Paper detail

Time analyticity with higher norm estimates for the 2D Navier-Stokes equations

This paper establishes bounds on norms of all orders for solutions on the global attractor of the 2D Navier-Stokes equations, complexified in time. Specifically, for periodic boundary conditions on $[0,L]^2$, and a force $g\in\calD(A^{\frac{α-1}{2}})$, we show there is a fixed strip about the real time axis on which a uniform bound $|A^αu|< m_ανκ_0^α$ holds for each $α\in \bN$. Here $ν$ is viscosity, $\k0=2π/L$, and $m_α$ is explicitly given in terms of $g$ and $α$. We show that if any element in $\calA$ is in $\D(A^α)$, then all of $\calA$ is in $\D(A^α)$, and likewise with $\D(A^α)$ replaced by $C^\infty(Ω)$. We demonstrate the universality of this &#34;all for one, one for all&#34; law on the union of a hierarchal set of function classes.

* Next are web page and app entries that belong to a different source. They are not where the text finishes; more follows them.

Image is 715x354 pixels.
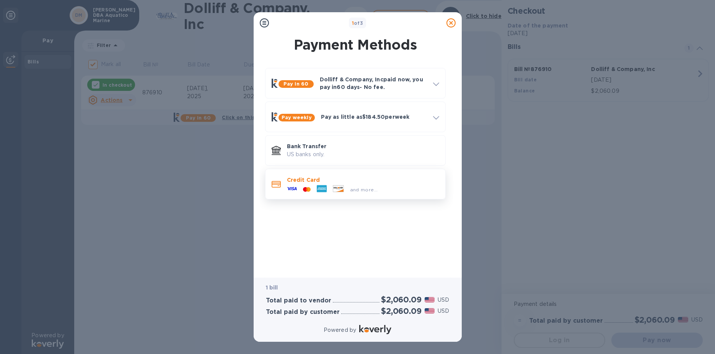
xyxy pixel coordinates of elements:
[263,37,447,53] h1: Payment Methods
[350,187,378,193] span: and more...
[287,143,439,150] p: Bank Transfer
[283,81,308,87] b: Pay in 60
[266,285,278,291] b: 1 bill
[381,307,421,316] h2: $2,060.09
[437,307,449,315] p: USD
[381,295,421,305] h2: $2,060.09
[437,296,449,304] p: USD
[352,20,363,26] b: of 3
[323,327,356,335] p: Powered by
[287,176,439,184] p: Credit Card
[266,297,331,305] h3: Total paid to vendor
[320,76,427,91] p: Dolliff & Company, Inc paid now, you pay in 60 days - No fee.
[287,151,439,159] p: US banks only.
[424,297,435,303] img: USD
[321,113,427,121] p: Pay as little as $184.50 per week
[281,115,312,120] b: Pay weekly
[266,309,340,316] h3: Total paid by customer
[424,309,435,314] img: USD
[352,20,354,26] span: 1
[359,325,391,335] img: Logo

Finally, we treat the question of whether the zero solution can be in the global attractor for a nonzero force by showing that if this is so, the force must be in a particular function class.

preprint2013arXivOpen access
0citations
0reviews
0saves
Nocode
Nodataset
0institutions

Next steps

Decide what to do with this paper

Use like or dislike for the fast social read. The more specific scholarly feedback stays available below when needed.

Log in to curate

Reading frame

Keep the important context close to the paper

Keep the important signals around this paper in one place: votes, save state, collection context, reviews and the metadata you need before deciding what to do next.

Institutions

Add specific reaction

Move through the context

Research map

Open full explorer

Move through nearby people, institutions, topics and adjacent work without leaving the paper page.

Building this graph slice

BZPEER is loading the nearby papers, people, topics and institutions for this page.

Structured reviews

0 review(s)

ContributeLeave structured feedbackUse the review template when you have a concrete strength, concern or method question.Open review form

No structured reviews yet. High-signal critique starts here.

Work discussion

0 comment(s)

DiscussAdd a high-signal commentKeep quick notes, caveats and replication pointers separate from formal reviews.Open comment form

No discussion yet. The first strong comment sets the tone.